Tip your helmet for Vincenzo Nibali, 101st Champion of the July classic cycling pinnacle 2014 Tour de France. He completed its course of 2196.3 miles (3660.5 km) through England and France with bits of Belgium and Spain in a minute less than 90 hours at a world class average of 24.4 mph. On certain stages the pace was upward of 35 mph, but you must appreciate that 6 of the 21 crested mountains, and more were mercilessly hilly than flat. Nibali, like his heroic Italian predecessors Bartali, Coppi and Pantani, proved his climbing superiority, which typifies every cycling champion.
Not for 30 years had two Frenchmen also stood on the podium, but to relief of host nation Jean-Christophe PĂ©raud and Thibault Pinot came in 2nd and 3rd, less than 10 minutes behind.

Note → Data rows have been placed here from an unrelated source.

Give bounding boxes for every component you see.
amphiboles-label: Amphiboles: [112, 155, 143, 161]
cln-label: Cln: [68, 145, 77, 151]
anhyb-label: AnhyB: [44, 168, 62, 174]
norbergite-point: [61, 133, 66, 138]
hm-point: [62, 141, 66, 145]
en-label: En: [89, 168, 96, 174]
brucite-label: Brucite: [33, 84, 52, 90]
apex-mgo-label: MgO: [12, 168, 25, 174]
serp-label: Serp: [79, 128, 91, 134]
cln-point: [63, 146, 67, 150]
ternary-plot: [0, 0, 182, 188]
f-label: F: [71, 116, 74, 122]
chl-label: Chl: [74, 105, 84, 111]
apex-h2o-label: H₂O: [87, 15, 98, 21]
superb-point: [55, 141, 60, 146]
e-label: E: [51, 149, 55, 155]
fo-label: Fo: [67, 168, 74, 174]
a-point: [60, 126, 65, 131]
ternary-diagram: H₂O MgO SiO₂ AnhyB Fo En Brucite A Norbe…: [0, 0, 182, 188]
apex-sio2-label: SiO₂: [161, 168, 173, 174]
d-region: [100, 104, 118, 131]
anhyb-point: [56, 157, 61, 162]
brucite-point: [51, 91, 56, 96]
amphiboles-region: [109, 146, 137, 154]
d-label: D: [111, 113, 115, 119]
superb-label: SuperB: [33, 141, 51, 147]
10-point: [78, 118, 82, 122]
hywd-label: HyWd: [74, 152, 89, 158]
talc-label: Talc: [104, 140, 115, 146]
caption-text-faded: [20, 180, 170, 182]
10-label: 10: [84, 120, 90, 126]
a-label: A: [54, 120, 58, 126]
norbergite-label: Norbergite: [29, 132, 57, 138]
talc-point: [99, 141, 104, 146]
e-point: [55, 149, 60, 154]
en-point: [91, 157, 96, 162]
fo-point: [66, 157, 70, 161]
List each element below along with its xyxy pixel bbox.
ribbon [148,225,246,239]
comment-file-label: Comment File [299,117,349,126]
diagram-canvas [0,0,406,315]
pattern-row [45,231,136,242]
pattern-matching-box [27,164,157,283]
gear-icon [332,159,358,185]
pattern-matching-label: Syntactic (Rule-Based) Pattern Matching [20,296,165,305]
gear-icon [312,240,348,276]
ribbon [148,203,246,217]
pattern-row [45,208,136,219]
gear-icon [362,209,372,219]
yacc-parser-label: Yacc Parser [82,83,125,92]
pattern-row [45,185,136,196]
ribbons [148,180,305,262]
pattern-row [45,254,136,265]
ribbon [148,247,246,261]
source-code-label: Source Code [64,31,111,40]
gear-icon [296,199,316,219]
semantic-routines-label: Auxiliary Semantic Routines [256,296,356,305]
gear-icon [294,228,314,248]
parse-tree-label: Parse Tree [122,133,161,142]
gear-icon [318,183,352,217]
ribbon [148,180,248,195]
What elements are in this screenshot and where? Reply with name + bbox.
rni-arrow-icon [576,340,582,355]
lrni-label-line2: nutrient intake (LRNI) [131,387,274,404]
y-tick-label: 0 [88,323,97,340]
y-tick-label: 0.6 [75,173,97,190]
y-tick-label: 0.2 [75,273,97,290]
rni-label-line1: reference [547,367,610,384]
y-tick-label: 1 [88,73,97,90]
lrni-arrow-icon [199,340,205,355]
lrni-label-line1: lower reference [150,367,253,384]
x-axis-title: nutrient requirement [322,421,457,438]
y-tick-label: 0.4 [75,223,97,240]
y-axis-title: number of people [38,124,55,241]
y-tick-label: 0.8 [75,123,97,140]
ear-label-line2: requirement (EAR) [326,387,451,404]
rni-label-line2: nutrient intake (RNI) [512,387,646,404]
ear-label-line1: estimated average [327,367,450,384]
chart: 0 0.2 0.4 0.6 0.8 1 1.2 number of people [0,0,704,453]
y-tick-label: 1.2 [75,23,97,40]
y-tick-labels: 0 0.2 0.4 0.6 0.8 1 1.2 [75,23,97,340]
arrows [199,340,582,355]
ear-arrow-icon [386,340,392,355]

Americans and Tacoma were well represented by Tejay van Garderen in 5th place. And, for once in recent memory, drama was confined to racing instead of substance abuse allegations and xenophobic resentments. Spared these horrors, where was network news coverage? They dissect with rabid zeal ho-hum tennis matches and, yawn, terminally dull soccer games where a couple of dozen of players going at it for 90 minutes score a single goal. Are not cyclists also professional athletes? Why do they scare reporters?
Some days going by bike everyone feels as if he/she could compete with the best, then reality settles in as kids on single speeds muscle past. Society doesn’t normally run at closed circuit extremes, rather mundane motored speeds at a 25 mph mean, half that par pedaled. With no distinct demographic, bicyclists come in all shapes, situations and sizes; most profit through personal victories apart from pelaton. Hefty New Jersey native Scott Cutshall, whose weight topped out at 501 pounds, had doctors writing him off as dead until he noticed an outside example and realized that bicycles made motile sense, relocated to Minnesota, then settled in Oregon 320 lbs. lighter. No doubt, champions inspire wannabes, but so do stubborn adults who conscientiously choose to self propel despite arguments against, blogs about, taboos and terrors. Fast or slow, fear nothing and take whatever lane you're presented for the health of it.